With those test accounts, rather than posting blah-blah "testing, testing, 1.. 2.. 3.." or "Is this thing on?" variety of questions – which I would later have to delete as administrator – I instead posted some real questions: a few FAQs which people could find useful.

Such seeded content was also key in providing the minimum threshold of unique and interesting content for Google to take my site seriously and actually index it. That was a critical milestone.

Now I get search traffic and Analytics keyword data essential for SEO. I don't see practicing SEO as being disingeneous, either – SEO in honest hands helps others locate what they want to find. This is one reason I continue to like posting FAQs to my site: Users with very specific and obscure questions bring long-tail traffic to the site (which is welcome) but not much fat-head traffic – and FAQs get some of that.

A much more important part of the exercise has been the community-building. I don't have the advantage of an existing community centered around content I've developed already. So I'm using my site to get some of my existing thoughts down in plain view. Yes, I've asked questions I thought I knew the answer to – and then was surprised to discover I didn't, actually! The community has taught me. I don't assume I have all the answers or have considered all the angles.

I've also discovered that many people are more comfortable starting out in the community by answering a question that's out there rather than coming up with a new one of their own.
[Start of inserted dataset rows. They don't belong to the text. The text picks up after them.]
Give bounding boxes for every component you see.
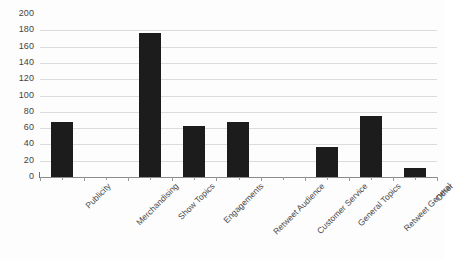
y-axis-tick-label: 0 <box>4 172 34 181</box>
x-axis-minor-tick <box>62 177 63 180</box>
x-axis-minor-tick <box>150 177 151 180</box>
bar <box>227 122 249 177</box>
x-axis-minor-tick <box>415 177 416 180</box>
bar-slot <box>261 14 305 177</box>
y-axis-tick-label: 60 <box>4 123 34 132</box>
bar-slot <box>84 14 128 177</box>
bar-slot <box>216 14 260 177</box>
x-axis-category-label: Publicity <box>83 181 112 210</box>
bar <box>51 122 73 177</box>
x-axis-category-label: Merchandising <box>134 181 180 227</box>
bar <box>360 116 382 177</box>
bars-layer <box>40 14 437 177</box>
x-axis-minor-tick <box>327 177 328 180</box>
x-axis-category-label: Other <box>433 181 455 203</box>
x-axis-category-label: Engagements <box>222 181 266 225</box>
y-axis-tick-label: 160 <box>4 42 34 51</box>
y-axis-tick-label: 140 <box>4 58 34 67</box>
y-axis-tick-label: 100 <box>4 91 34 100</box>
x-axis-minor-tick <box>239 177 240 180</box>
bar-slot <box>349 14 393 177</box>
bar <box>316 147 338 177</box>
x-axis-minor-tick <box>106 177 107 180</box>
plot-area <box>40 14 437 177</box>
y-axis-tick-label: 80 <box>4 107 34 116</box>
y-axis-tick-label: 20 <box>4 156 34 165</box>
bar-slot <box>172 14 216 177</box>
bar-slot <box>393 14 437 177</box>
x-axis-minor-tick <box>371 177 372 180</box>
bar <box>139 33 161 177</box>
y-axis-tick-label: 40 <box>4 139 34 148</box>
x-axis-minor-tick <box>194 177 195 180</box>
bar <box>183 126 205 177</box>
x-axis-category-labels: PublicityMerchandisingShow TopicsEngagem… <box>40 181 437 260</box>
bar-slot <box>128 14 172 177</box>
x-axis-category-label: Show Topics <box>176 181 217 222</box>
y-axis-tick-label: 120 <box>4 74 34 83</box>
bar <box>404 168 426 177</box>
bar-slot <box>40 14 84 177</box>
bar-slot <box>305 14 349 177</box>
y-axis-tick-label: 200 <box>4 9 34 18</box>
x-axis-minor-tick <box>283 177 284 180</box>
y-axis-tick-label: 180 <box>4 25 34 34</box>
x-axis-tick <box>437 177 438 181</box>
Some people want to participate, but don't have that easy in. Seeding a few questions and leaving them unanswered on the site is the easy in they are looking for. Once somebody new understands how the site works after leaving a few answers and seeing how people vote/comment on them, etc. they tend to venture further.

Furthermore, I'm running some ad campaigns – including one expensive one – and so there ought to be something to draw visitors in to actually participate at the site, otherwise I've wasted money on many one-time casual drive-by views. Unanswered questions work wonders in converting viewers into participants, and those participants like to come back to see how their answer was received by the community. And then they, too, start to vote. It's a virtuous cycle.
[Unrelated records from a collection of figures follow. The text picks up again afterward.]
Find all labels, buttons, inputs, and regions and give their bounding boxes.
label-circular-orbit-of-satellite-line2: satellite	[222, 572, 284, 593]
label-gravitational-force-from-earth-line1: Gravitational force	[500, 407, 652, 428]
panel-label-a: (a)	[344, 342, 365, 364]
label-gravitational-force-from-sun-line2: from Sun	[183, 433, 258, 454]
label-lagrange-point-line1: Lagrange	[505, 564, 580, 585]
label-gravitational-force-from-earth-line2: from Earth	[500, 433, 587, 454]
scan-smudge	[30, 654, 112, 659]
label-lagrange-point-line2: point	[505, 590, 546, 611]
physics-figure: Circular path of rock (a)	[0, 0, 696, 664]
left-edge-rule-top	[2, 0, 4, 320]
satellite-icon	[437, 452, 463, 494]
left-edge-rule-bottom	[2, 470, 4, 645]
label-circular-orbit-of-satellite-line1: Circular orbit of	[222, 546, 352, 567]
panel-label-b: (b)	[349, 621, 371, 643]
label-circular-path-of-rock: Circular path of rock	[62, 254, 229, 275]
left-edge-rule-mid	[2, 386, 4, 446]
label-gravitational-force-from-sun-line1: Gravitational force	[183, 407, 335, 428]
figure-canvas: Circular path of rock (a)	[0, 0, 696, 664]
Another area I think I did well with is ensuring people see my site as inclusive. With a topic like finance it's easy for discussion to get locale-specific. I'm Canadian, and wanted to build a site Canadians would feel welcome at – yet I didn't want to build a site just for Canadians. There's a lot of knowledge people can share about money without regard to locale. So, I created a multiple country taxonomy and icon system to show users that the site is inclusive and that questions both broad and locale-specific are welcome. There have been some very interesting answers with people from multiple countries exchanging perspectives.

Anyway, building a community is much harder than it looks. Quality seeded content is a great help.

I do agree with JW on the last points – ask friends and family to help out. I have two sisters who help with some Q&A, and many friends do, too. One friend liked the idea so much he volunteered to be a moderator.

And yes, use Facebook and Twitter to your advantage. But many Facebook fans and Twitter followers just follow out of politeness and will never participate at your site unless you entice them. You'll need to be a content tease to draw them in or even beg for a visit here and there.

JW may have realized a blog is much the same: subscribers aren't necessarily going to participate actively at your site just because they read your blog. But, I would still have given my left nut to have had a very popular blog to begin with. Not to mention the head start! I was the last in my topic peer group to get accepted into the beta. :-/

Finally, I also think plain-old marketing and business knowledge helps:

  • Think strategically.
  • Have design appeal.
  • Write good copy.
  • Advertise.

p.s. If you still haven't guessed, I'm the competition that JW is referring to.

For what it's worth, I respect JW and I'd prefer to win him over than to win.